By Lucy Papachristou
LONDON (Reuters) – Roberto Carnero, an Italian literature professor at the University of Bologna, was shocked when he received a call from his Italian publisher in March about the Russian translation of his new book.
The Russian publisher, AST, would agree to publish his critical essay on the openly gay Italian film director Pier Paolo Pasolini only with severe cuts.
When the book hit the shelves in Russia, Carnero saw how extensive they were. Photographs circulating on Russian Telegram channels showed significant sections were redacted with thick black lines, totalling some 70 out of 400 pages, he said.
“I am very concerned about this,” he said in a phone interview from Milan. “This is something that happens in dictatorships.”
The striking images of Carnero’s book have thrown a spotlight on issues of government censorship in Russia at a time when the Kremlin says it is fighting an existential war with the West to defend its “traditional values”.
In the course of President Vladimir Putin’s rule, Russia has engaged in a widespread crackdown on LGBT rights, portraying them as a Western invention that threatens traditional Russian values based on family, nation and Orthodox Christian faith.
Russia has designated what it calls the “LGBT movement” as extremist and those supporting it as terrorists, paving the way for serious criminal cases against LGBT people and their advocates.
Private Russian companies such as music channels and online film distributors are routinely fined for hosting LGBT content.
In Carnero’s case, the Russian publisher was up front about the censorship.
“Please note that the text of the book has been shortened due to Federal Law 478”, AST wrote in the book’s online listing, referring to anti-gay propaganda legislation.
The obscured passages in “Pasolini: Dying for One’s Own Ideas” – about a fifth of the total text – deal with the director’s “sentimental and sexual life”, but are not explicitly sexual, Carnero said.
“I don’t know if I made the right decision”, he said of his decision to agree to the cuts. “But I had to choose between two things I didn’t like.”
PERFORMANCE ART?
In a statement last week, AST said blackening the text was “a more honest choice” than excising the sections entirely.
“Thus, Roberto Carnero’s work has become interactive: the reader decides for himself whether to use any sources of information to find out what is hidden from him,” AST wrote on its Telegram channel.
“The book becomes an artefact of an era, an attribute of a performance, an artistic statement,” it added.
When contacted by Reuters, a spokeswoman for AST declined to comment further on its motivations for publishing a book with such severe redactions.
The spokeswoman said the book had sold out its initial print run of 1,500 copies and a second run had been ordered.
One of Russia’s largest publishing houses, AST has also released books by authors who have condemned the war in Ukraine or who have been branded “foreign agents” by Russia.
Last week, Russian independent media reported that AST had pulled six books from its website, including American author James Baldwin’s “Giovanni’s Room” and “Legacy” by Russia’s Vladimir Sorokin, to comply with anti-gay propaganda laws.
Dan Healey, a professor emeritus of modern Russian history at St Antony’s College, Oxford, said Russia’s anti-gay legislation and wartime censorship laws imposed following the full-scale invasion of Ukraine in 2022 have made public protest all but impossible in the country.
“It’s obvious that anyone who engages in (pro-LGBTQ) activism in Russia now is laying themselves open to a custodial sentence, and not one of a few months, but years,” Healey said.
Paradoxically, publishing a censored text may be one of the few ways to safely express dissent, he added.
The censorship ordeal had more than a whiff of irony, Carnero said, given his subject’s outspoken activism.
Pasolini, an avowed Marxist who denounced corruption in Italian politics, was murdered in Rome in 1975 in murky circumstances.
“He was a very courageous person, someone who spoke out clearly,” Carnero said of Pasolini.
“It’s a paradox. Now, someone who was ready to die for his own ideas is the object of censorship in Russia.”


Print the records below from the first line through the line containing "Image is 868x440 pixels.", both included, word for word.

** Opening The input block **

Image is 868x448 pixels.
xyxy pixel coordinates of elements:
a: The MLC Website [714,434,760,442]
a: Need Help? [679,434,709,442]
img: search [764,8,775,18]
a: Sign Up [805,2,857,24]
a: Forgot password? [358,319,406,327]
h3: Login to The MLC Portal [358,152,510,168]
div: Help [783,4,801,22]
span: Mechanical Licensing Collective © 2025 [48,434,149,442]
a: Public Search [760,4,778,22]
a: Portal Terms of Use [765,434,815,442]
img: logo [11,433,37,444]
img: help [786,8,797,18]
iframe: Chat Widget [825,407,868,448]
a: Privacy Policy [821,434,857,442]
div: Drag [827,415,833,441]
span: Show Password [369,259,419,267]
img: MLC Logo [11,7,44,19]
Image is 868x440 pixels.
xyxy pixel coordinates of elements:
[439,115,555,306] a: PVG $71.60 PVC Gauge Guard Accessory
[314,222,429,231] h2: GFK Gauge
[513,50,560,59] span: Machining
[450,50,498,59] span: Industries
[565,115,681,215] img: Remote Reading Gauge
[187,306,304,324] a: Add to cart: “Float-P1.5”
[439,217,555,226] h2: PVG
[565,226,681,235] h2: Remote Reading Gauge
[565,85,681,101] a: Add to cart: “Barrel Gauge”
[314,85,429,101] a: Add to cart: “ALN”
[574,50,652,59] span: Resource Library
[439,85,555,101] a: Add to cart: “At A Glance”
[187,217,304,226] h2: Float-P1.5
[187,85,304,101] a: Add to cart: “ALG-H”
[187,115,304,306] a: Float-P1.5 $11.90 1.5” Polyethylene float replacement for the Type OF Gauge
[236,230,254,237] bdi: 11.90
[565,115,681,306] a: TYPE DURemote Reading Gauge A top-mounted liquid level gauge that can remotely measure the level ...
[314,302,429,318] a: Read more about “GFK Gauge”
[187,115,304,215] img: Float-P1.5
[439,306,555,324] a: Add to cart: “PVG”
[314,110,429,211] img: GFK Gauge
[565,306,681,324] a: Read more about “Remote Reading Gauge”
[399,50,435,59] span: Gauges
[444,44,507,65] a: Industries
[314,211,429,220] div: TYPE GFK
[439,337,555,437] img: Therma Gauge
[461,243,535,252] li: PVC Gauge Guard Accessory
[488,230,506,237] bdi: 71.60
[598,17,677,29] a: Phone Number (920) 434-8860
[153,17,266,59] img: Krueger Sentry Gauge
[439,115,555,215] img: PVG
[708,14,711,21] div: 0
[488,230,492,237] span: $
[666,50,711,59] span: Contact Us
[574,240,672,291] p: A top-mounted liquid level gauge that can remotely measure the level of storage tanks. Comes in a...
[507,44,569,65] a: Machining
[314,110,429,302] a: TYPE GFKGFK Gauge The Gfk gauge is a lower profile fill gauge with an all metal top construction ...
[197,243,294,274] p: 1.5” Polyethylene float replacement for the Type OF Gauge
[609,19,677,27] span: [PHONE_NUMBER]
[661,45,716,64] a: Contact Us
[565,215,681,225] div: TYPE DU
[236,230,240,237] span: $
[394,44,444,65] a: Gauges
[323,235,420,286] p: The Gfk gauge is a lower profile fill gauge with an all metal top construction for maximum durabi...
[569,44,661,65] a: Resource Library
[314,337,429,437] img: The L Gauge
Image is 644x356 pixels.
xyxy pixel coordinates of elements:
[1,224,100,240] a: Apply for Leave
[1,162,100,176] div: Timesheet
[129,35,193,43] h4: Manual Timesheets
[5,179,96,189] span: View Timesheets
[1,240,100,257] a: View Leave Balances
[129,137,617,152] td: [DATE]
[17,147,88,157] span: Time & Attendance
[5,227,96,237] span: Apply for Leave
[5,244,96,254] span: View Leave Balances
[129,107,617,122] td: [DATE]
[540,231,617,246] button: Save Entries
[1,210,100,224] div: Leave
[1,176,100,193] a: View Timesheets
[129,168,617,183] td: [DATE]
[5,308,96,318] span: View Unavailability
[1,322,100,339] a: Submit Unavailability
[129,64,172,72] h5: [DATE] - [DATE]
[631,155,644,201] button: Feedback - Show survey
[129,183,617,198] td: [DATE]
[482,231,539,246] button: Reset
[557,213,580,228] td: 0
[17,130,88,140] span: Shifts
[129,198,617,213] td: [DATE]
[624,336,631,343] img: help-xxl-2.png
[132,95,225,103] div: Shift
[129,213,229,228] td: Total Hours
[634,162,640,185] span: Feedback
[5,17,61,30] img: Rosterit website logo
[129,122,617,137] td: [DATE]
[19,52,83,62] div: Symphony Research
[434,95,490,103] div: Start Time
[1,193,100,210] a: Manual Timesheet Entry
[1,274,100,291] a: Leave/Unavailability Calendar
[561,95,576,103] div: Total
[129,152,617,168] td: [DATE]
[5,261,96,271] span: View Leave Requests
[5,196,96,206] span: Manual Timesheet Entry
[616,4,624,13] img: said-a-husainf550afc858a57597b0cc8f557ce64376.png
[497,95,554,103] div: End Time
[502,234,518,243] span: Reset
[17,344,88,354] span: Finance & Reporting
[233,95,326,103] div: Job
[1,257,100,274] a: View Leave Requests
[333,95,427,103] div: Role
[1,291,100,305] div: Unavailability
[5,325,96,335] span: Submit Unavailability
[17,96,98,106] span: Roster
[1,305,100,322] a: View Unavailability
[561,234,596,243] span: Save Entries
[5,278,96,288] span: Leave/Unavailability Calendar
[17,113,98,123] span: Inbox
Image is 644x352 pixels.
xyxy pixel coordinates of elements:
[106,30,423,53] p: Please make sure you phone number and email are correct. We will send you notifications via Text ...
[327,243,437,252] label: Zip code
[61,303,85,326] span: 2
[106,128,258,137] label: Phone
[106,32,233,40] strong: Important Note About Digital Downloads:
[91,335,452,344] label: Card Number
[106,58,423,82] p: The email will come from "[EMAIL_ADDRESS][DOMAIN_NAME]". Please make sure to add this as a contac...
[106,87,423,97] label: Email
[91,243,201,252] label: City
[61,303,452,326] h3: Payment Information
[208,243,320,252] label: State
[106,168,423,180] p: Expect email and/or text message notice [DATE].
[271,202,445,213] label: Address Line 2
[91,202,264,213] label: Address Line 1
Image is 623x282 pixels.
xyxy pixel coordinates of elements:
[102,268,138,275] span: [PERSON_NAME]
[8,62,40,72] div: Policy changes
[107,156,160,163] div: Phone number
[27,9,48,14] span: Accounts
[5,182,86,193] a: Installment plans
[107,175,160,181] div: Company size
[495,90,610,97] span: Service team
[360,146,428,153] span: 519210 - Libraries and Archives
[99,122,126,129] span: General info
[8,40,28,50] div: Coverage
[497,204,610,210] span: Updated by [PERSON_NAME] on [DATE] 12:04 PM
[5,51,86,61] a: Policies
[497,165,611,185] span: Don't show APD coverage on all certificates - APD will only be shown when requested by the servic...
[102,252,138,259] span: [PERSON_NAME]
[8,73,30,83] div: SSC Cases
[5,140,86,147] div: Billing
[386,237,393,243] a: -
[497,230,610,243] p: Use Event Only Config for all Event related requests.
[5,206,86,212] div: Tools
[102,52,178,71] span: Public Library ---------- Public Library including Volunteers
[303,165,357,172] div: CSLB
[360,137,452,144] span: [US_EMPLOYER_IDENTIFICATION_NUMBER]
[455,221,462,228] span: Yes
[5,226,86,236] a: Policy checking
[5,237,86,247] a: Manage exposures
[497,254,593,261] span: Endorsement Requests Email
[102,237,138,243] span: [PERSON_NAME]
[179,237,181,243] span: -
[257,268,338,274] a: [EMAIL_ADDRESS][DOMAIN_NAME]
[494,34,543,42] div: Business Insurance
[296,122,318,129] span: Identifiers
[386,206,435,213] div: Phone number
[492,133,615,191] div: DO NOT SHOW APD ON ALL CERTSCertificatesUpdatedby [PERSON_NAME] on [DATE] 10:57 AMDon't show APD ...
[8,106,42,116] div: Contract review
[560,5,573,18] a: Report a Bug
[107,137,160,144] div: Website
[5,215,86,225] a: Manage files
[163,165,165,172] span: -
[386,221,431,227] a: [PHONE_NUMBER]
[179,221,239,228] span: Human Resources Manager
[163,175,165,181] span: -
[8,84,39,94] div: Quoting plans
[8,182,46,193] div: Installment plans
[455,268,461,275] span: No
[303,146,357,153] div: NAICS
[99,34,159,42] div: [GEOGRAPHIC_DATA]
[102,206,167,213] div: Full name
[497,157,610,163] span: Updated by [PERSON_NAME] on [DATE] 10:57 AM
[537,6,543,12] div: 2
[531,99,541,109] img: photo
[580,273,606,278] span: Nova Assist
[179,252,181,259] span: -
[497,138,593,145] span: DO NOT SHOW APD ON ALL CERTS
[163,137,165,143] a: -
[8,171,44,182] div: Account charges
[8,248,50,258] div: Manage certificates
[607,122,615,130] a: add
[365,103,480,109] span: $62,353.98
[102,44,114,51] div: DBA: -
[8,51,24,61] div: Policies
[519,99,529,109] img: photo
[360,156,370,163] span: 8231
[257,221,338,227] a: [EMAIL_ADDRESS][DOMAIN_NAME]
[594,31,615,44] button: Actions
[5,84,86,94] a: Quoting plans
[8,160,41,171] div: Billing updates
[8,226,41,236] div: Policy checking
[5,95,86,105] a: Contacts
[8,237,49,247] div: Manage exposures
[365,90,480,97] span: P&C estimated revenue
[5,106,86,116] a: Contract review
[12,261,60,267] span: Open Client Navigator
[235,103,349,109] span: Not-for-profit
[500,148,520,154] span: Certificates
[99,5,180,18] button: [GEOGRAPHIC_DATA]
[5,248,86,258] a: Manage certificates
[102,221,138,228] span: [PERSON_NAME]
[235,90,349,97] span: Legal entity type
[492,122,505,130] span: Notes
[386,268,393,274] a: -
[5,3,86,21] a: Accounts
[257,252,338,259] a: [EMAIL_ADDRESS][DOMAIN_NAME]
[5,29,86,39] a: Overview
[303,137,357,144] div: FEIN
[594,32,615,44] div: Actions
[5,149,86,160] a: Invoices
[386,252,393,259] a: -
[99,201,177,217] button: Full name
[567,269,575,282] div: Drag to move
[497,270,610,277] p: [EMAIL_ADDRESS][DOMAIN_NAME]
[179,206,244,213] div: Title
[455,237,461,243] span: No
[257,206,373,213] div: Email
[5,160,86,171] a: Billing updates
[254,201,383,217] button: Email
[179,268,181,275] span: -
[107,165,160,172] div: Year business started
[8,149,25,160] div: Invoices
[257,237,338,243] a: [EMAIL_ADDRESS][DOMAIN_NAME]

** Closing The input block **

— Your response —
Image is 868x448 pixels.
xyxy pixel coordinates of elements:
a: The MLC Website [714,434,760,442]
a: Need Help? [679,434,709,442]
img: search [764,8,775,18]
a: Sign Up [805,2,857,24]
a: Forgot password? [358,319,406,327]
h3: Login to The MLC Portal [358,152,510,168]
div: Help [783,4,801,22]
span: Mechanical Licensing Collective © 2025 [48,434,149,442]
a: Public Search [760,4,778,22]
a: Portal Terms of Use [765,434,815,442]
img: logo [11,433,37,444]
img: help [786,8,797,18]
iframe: Chat Widget [825,407,868,448]
a: Privacy Policy [821,434,857,442]
div: Drag [827,415,833,441]
span: Show Password [369,259,419,267]
img: MLC Logo [11,7,44,19]
Image is 868x440 pixels.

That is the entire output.